Google might have better anti-spamming filters than Yahoo!. PageRank is designed to attempt to rank webpages by usefulness by looking at their backlinks. But this only works if the backlinks are organically generated, not if you purchased them or otherwise create them yourself (e.g. ads, link exchanges, link wheels, blog spamming/content spamming, etc.).
Unfortunately, a lot of unethical webmasters don't care about this and try to game the system. This has resulted in a drop in the quality of search results on all major search engines.
However, Google has been fighting back in several ways, including by analyzing how backlinks are generated. If a new site goes from having zero backlinks to having 10,000 in a single week, and there doesn't seem to be any pattern to the backlinks generated aside from their being on blogs that allow comments, then that's certainly going to raise some red flags.
It's also going to be suspicious if a site develops tens of thousands of backlinks from easily forged/manufactured sources (low PR sites, blog comments, forums, etc.), and yet they fail to gain any backlinks from reputable sites.
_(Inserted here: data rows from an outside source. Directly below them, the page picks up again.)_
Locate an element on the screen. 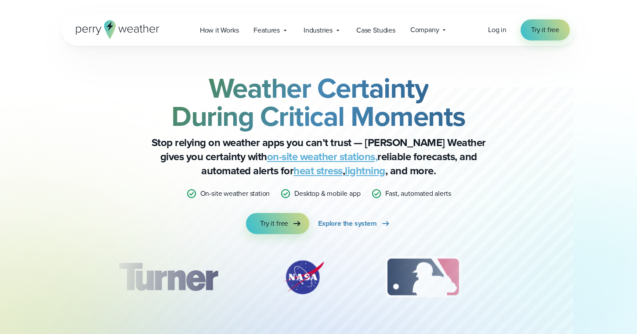  img: NASA.svg is located at coordinates (304, 277).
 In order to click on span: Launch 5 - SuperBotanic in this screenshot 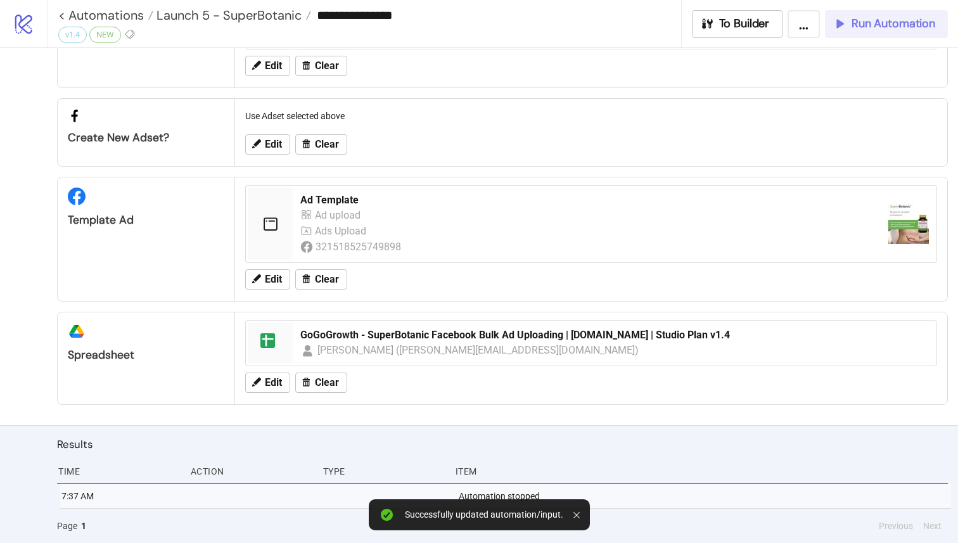, I will do `click(228, 15)`.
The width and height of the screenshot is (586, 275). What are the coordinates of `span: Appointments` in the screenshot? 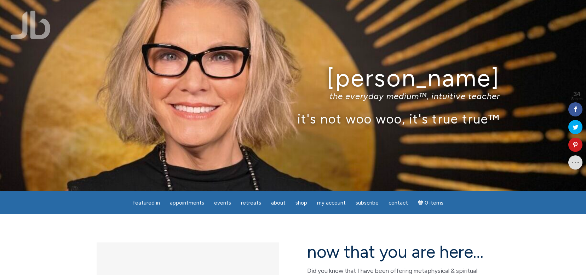 It's located at (187, 203).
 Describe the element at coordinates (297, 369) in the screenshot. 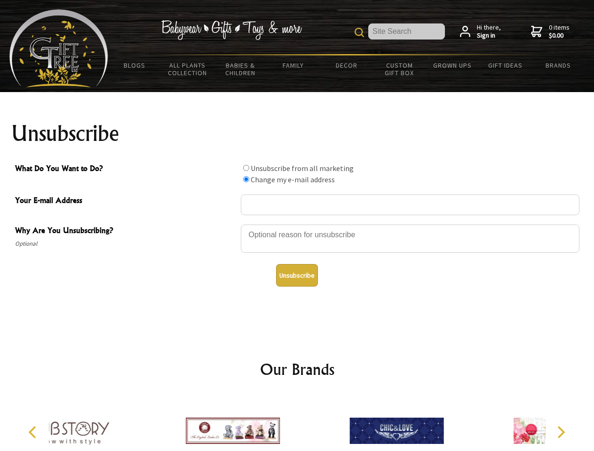

I see `h2: Our Brands` at that location.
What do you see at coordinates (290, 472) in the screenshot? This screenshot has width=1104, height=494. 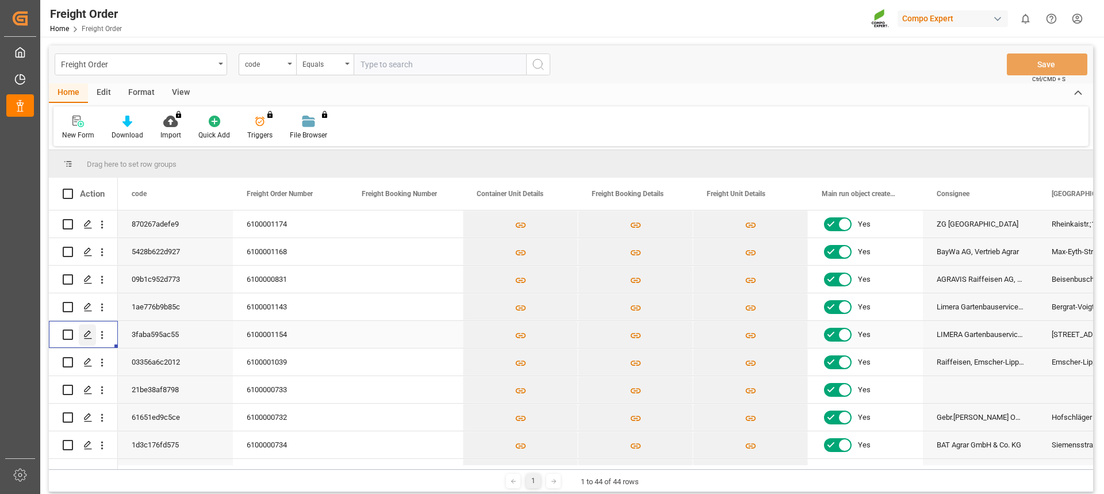 I see `div: 6100000820` at bounding box center [290, 472].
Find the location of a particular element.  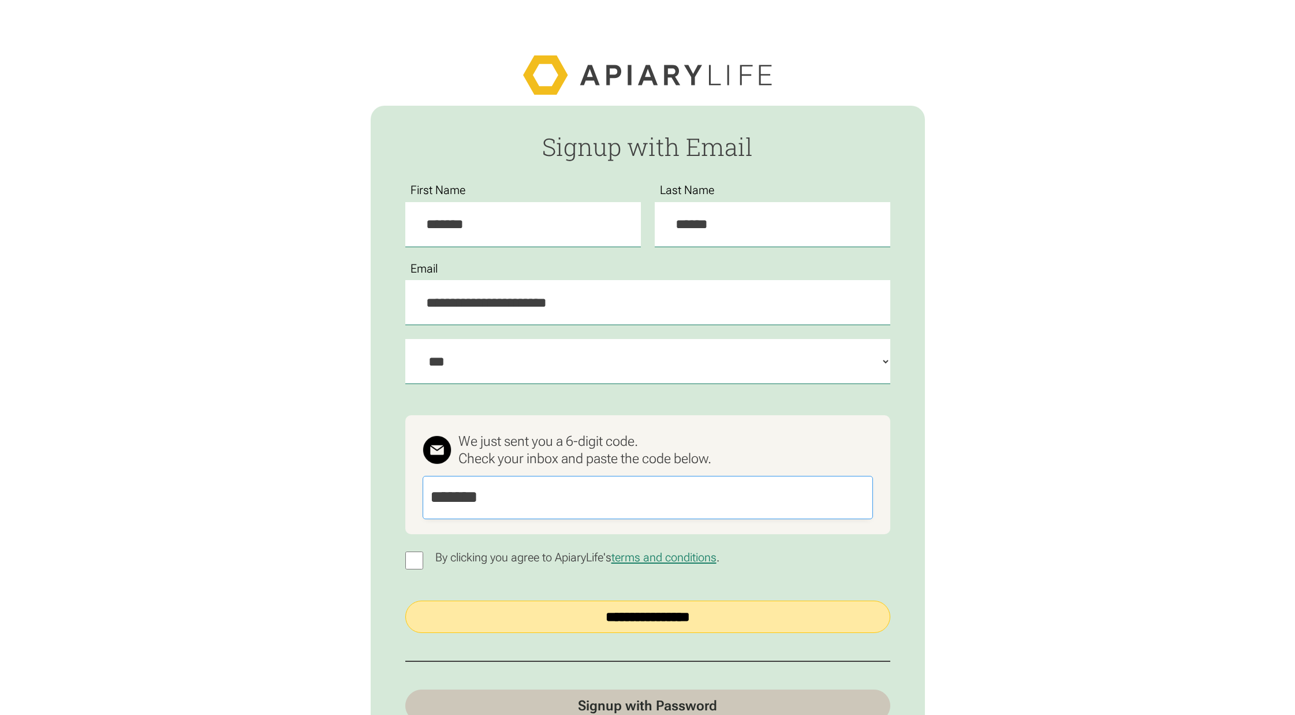

a: terms and conditions is located at coordinates (664, 557).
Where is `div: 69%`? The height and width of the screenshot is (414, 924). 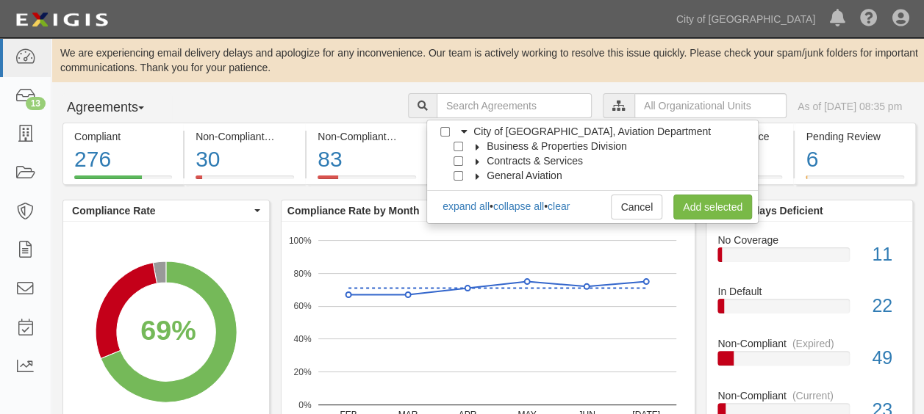 div: 69% is located at coordinates (168, 331).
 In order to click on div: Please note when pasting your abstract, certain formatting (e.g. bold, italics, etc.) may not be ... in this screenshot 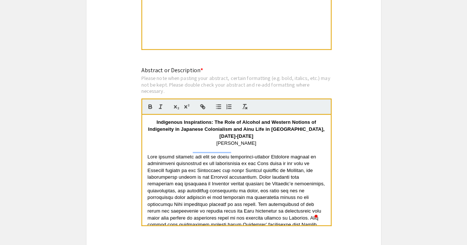, I will do `click(236, 84)`.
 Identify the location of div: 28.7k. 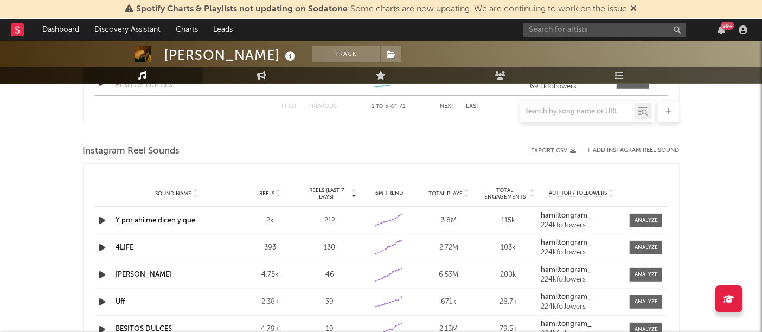
(508, 302).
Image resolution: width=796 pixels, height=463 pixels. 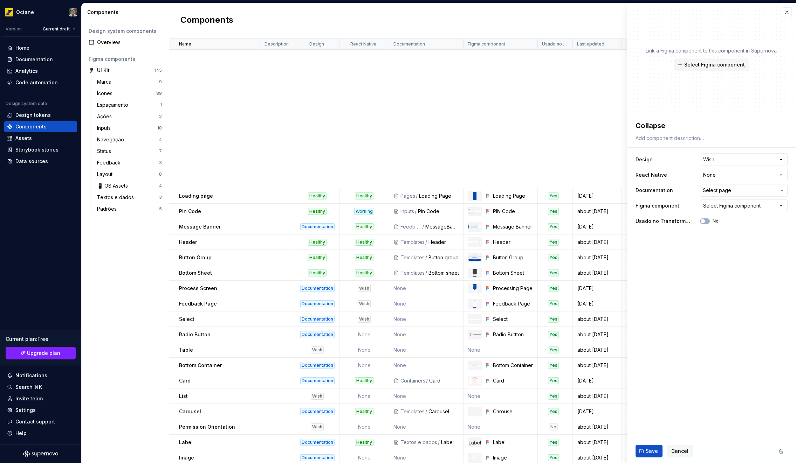 I want to click on p: Button Group, so click(x=195, y=258).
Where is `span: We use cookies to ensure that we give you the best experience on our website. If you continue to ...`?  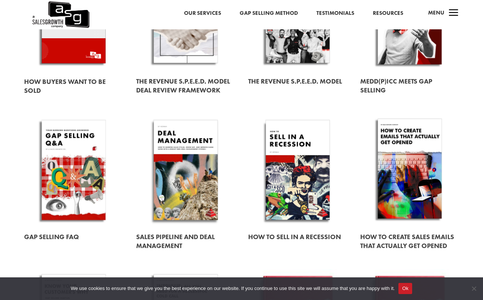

In short, if all your external backlinks are created by you by spamming blogs/forums/social media sites/etc., then those backlinks really aren't an indication of quality content or usefulness. So Google isn't going to be motivated to rank your site highly using those backlinks. In fact, it's an incentive for Google to penalize your site for blackhat practices.
Also, the same applies to blogs and similar sites that don't protect their user comments with nofollow anchor attributes. If Google sees a blog that has thousands of backlinks to completely random sites, and most of the linked-to sites are spam sites, then they're going to devalue that blog's links. So being the 100th webmaster to spam an unprotected blog isn't going to do much good.